I have tried many amps on the Druids and I don't find them especially sensitive to amp topologies, but certainly revealing of their character. A 300B amp with flabby bass will be revealed for holographic tonally rich midrange, smooth spray on top and, well...flabby bass. The absence of a crossover makes the loss of focus and detail in an otherwise good push-pull tube amp starkly evident compared to a good SET. A tonally neutral, smooth and unfatiguing solid state amp like a Red Wine comes through as exactly that while a high power silicon beast delivers tons of slam indelicately. An 845 SET sounds more objective and punchy than an equivalent 300B. Differences between EL34 and KT88 are obvious. There is lots of room for preference. BUT, in every environment except those Arcadia hotel rooms (and apparently at the Marriott in Denver) the Druid has an aliveness, tonal richness frequency accuracy and utter lack of fatigue that seems elusive to reproduce in the massively dysfunctional hotel setting. I wish it were otherwise. How Zu will create customer touch points in environments like shows where they can't control their circumstances remains a marketing problem to solve for them. Again, in my opinion, everyone at VTV was similarly handicapped and nothing there sounded good enough to me to compel a purchase if I had only those demos to go on. In general, the manufacturers in the industry should theoretically benefit from the direct exposure to customers, but it's possible that these hotel room shows for the public (as opposed to the dealers in the trade) actually slow decisions to buy, on products that absolutely require listening for evaluation.

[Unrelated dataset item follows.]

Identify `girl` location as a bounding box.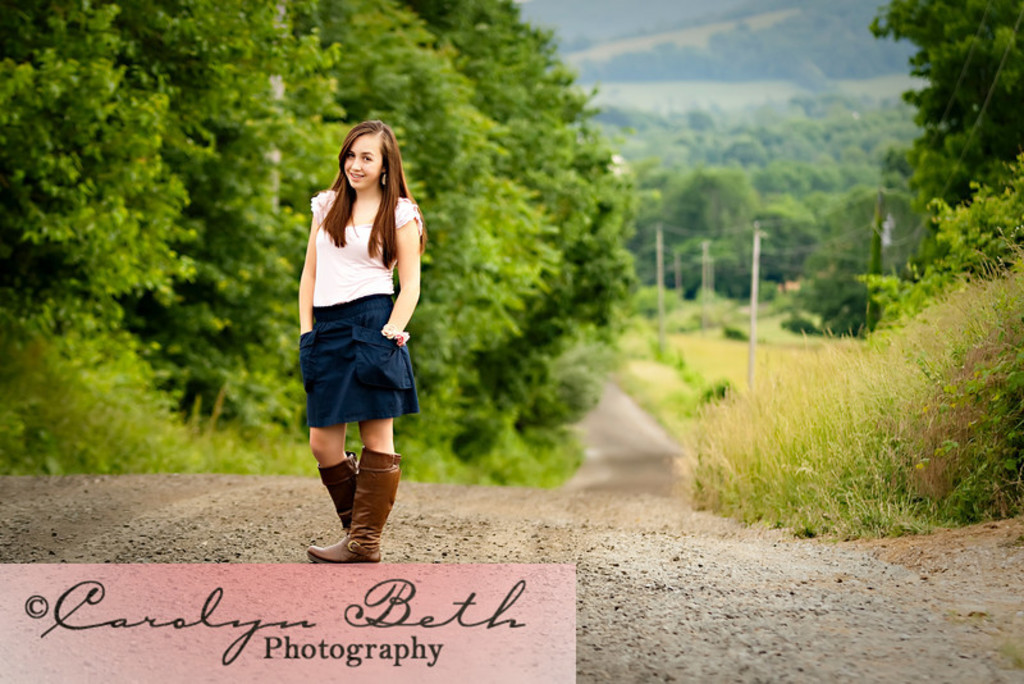
pyautogui.locateOnScreen(294, 115, 430, 562).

I am willing to evangelize Zu speakers not because they are perfect, but because they solve in one stroke an intersection of many problems commonly cited here and elsewhere by audiophiles as causes for dissatisfaction. The catalytic effect of a 101db/w/m speaker that is frequency accurate, missing the shout of most HE designs, crossoverless overall and filterless 40Hz - 12kHz and with extended treble and bass with uniform transient behavior top to bottom transforms system character and makes the power amp the center of gravity of the system. You will find a lot of dissatisfaction and fatigue factors you might have once ascribed to sources and cable, preamp and power amp, have actually been instigated by crossovers in the mid-band of your speakers, along with speaker inefficiency and wild loads cornering you into restricted amp choices. The Zu design sets you free of all that, but frankly by far the best way to realize the benefits is to take the 60 day money-back offer. For me months later I am near the end of changes having cascaded through 2 systems because of Zu, and I have to ascribe to their speaker designs and my patience in assimilating all the downstream effects they drive, the greatest leap forward in fidelity I've been able to create in 30 years of making good choices. Someone else might bias their equipment array to steer their Zu system to have some different traits from mine, but that essential holistic character will be unmistakable. I just haven't heard it simulated in a hotel lodging room. Perhaps it can't be.

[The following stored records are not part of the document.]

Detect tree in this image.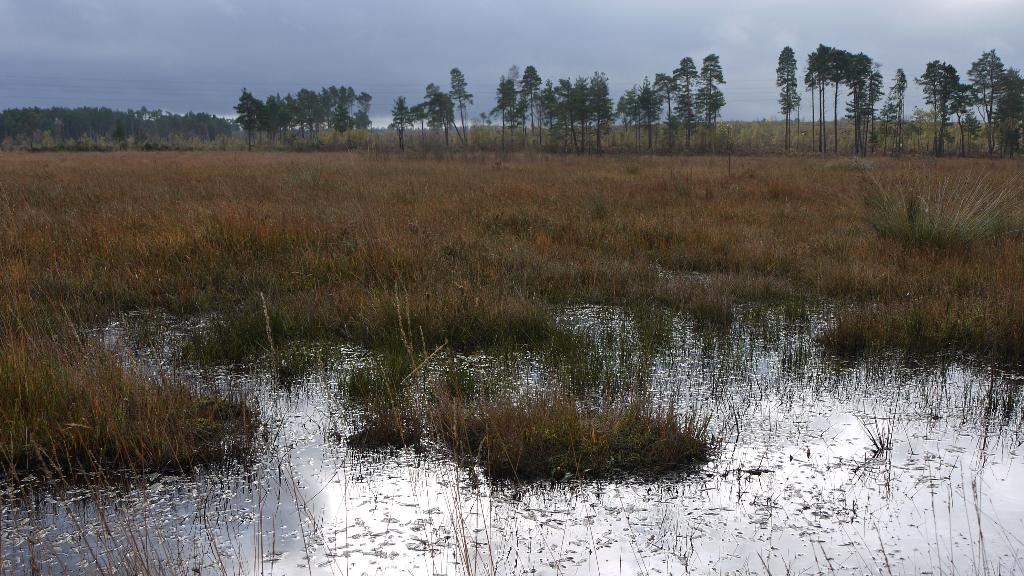
Detection: (x1=831, y1=42, x2=866, y2=151).
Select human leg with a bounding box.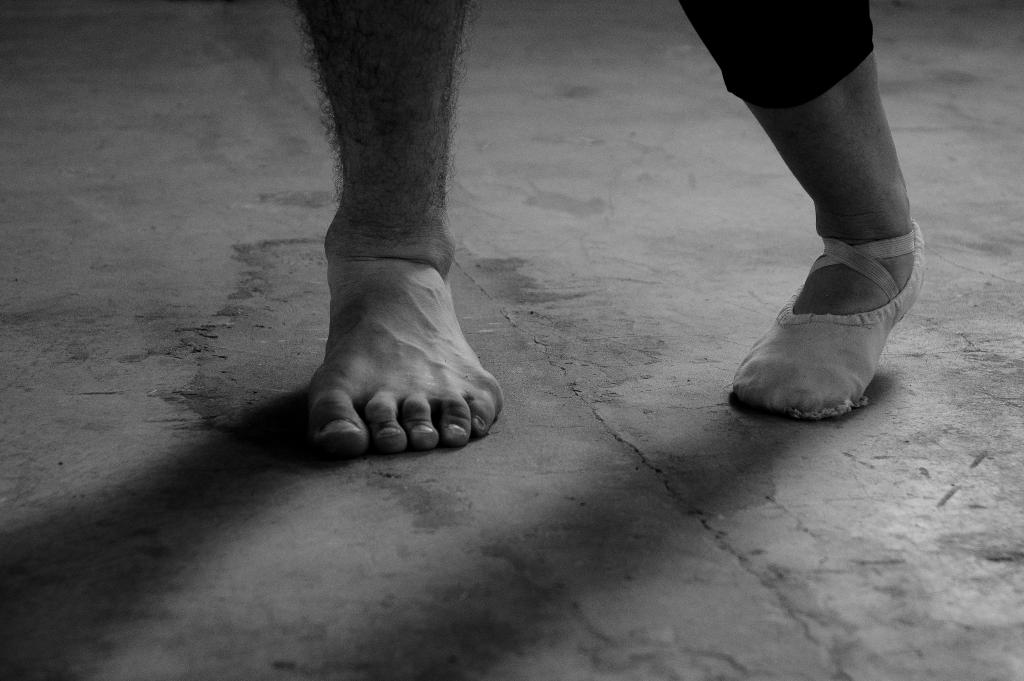
676:3:929:421.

If you hear Druids or Definitions in my house and you don't like them, well then it's settled -- you just don't like them. Zu gives you the opportunity to settle the issue in the room you know best -- your own.

Phil
I don't know how long you've had your Druids, Stew, but that "hollow" sound is common when new, needing break-in. On first listen when I got my Druids, I thought the same thing but chose to give them time to get used because the rest of it -- the top-to-bottom transient consistency, tone, overall speed and lack of crossover effects made it right to give them some time.